2. Joel Plaskett - Three
If Micachu is the poster child for uniqueness, then Joel Plaskett can stand for nothing but derivation. I know in my mind that I should hate everything he does because it’s all been done before, but he’s just so good at doing it that my heart won’t allow that. So here we are. A three-disc album of generic classic rock. Not only a three-disc album, but a three-disc concept album. Based around the number three. There’s something so wrong about that, but yet it works so well. Joel Plaskett is a song machine, writing and recording twenty-seven songs in two years, with not a single one being filler. Each song has its place in the album, and can stand alone just as well. It’s certainly stretching out from Ashtray Rock, with Plaskett using drum machines, fiddles, horns and flutes, and none of it sounding out of place. Likewise, Three finds him exploring soul, folk and country more than he has before, but he’s perfectly at home there too. Plaskett’s an expert songwriter at the top of his game, and his charisma overshadows any qualms anyone could have with the album. If almost two hours of music is too much for you, some highlights include “Sailors Eyes,” “Deny, Deny, Deny” and “Rollin’, Rollin’, Rollin’.” But every track is great, really. The album does require a fair bit of patience, but it’s rewarding the whole way through. It’s so deliberately planned and paced that you barely remember you’re listening to three discs of material. Three is surprisingly accomplished, impressively genuine, and above all, unmistakably Canadian.
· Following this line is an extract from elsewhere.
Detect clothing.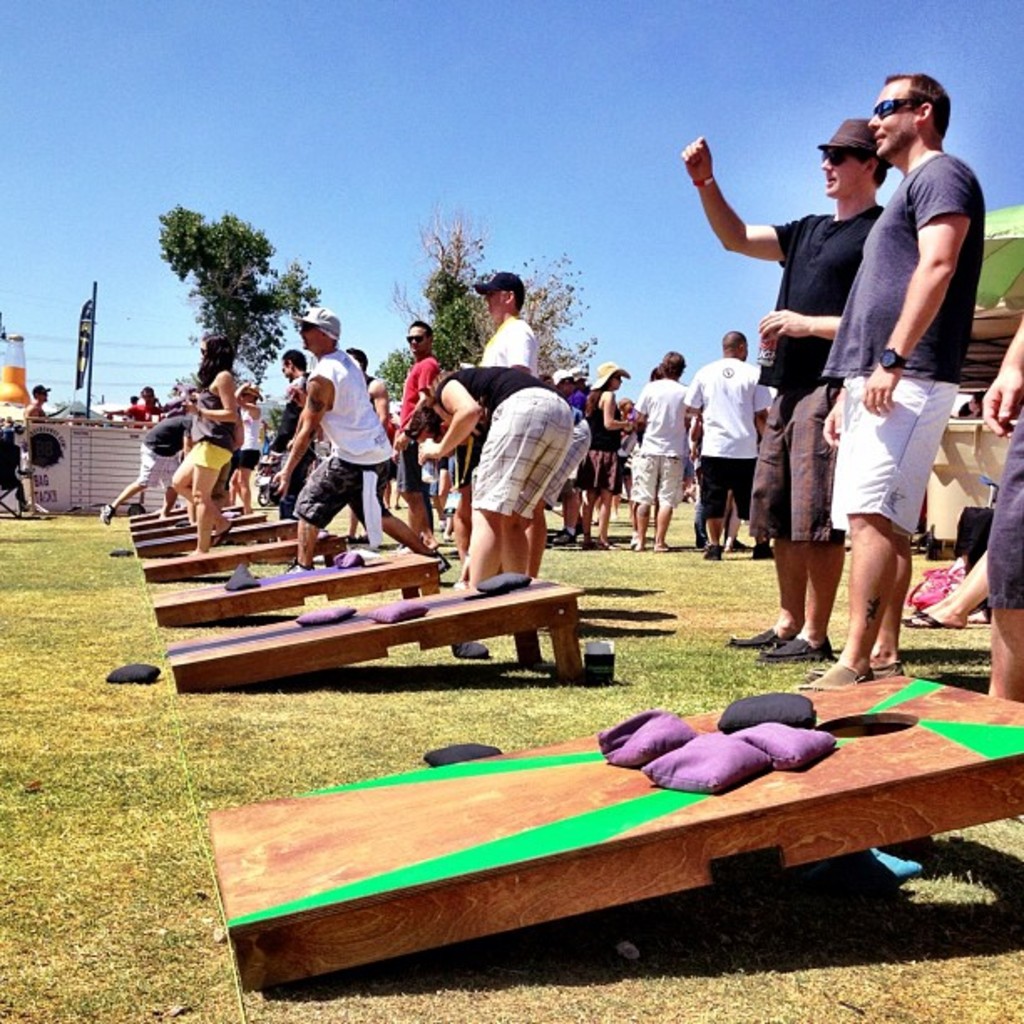
Detected at l=954, t=390, r=986, b=427.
1. Dirty Projectors - Bitte Orca
What else could it have been? Dave Longstreth has created a masterpiece with Bitte Orca. Through their history, Dirty Projectors have always been more promise than delivery. When Longstreth first played his old songs with his new band, it was like a match made in heaven, but there were still signs that they could do better. Even 2007’s excellent Rise Above showed hints of greatness in the background. It’s as if Longstreth woke up one morning and decided to write the album everyone’s been waiting for without telling anyone. In that way Bitte Orca also has a sense of potential about it, because it seems like he’s forcing music on his band that they’re not yet fully comfortable with. But there’s a sense of rightness to it. I’ve seen the band three times this year, and each show found them more comfortable with their new roles than the last. In the latest one, Angel Deradoorian sang the most heartbreaking version of “Two Doves” yet, Brian McOmber’s drums were louder and more forceful than ever, and Amber Coffman was fully into “Stillness is the Move,” never holding back. There are elements of all earlier Dirty Projectors albums in this one (Prince-style funk, West African guitar music, bizarre Asian vocal interplay), but it’s filtered into such great pop music (along with a new love for R&B) that it sounds like none of them. It’s his most upfront album to date, and yet its music sticks with you from the first listen until far after it should’ve outstayed its welcome. It’s such a fulfilling feeling to see a band try and try and get closer and closer and finally, in one burst, fully realize their potential. I knew instantly after hearing it that it was the best album released this year. Bitte Orca is awe-inspiring from when the first guitar chord buzzes out until the final synth stops ringing.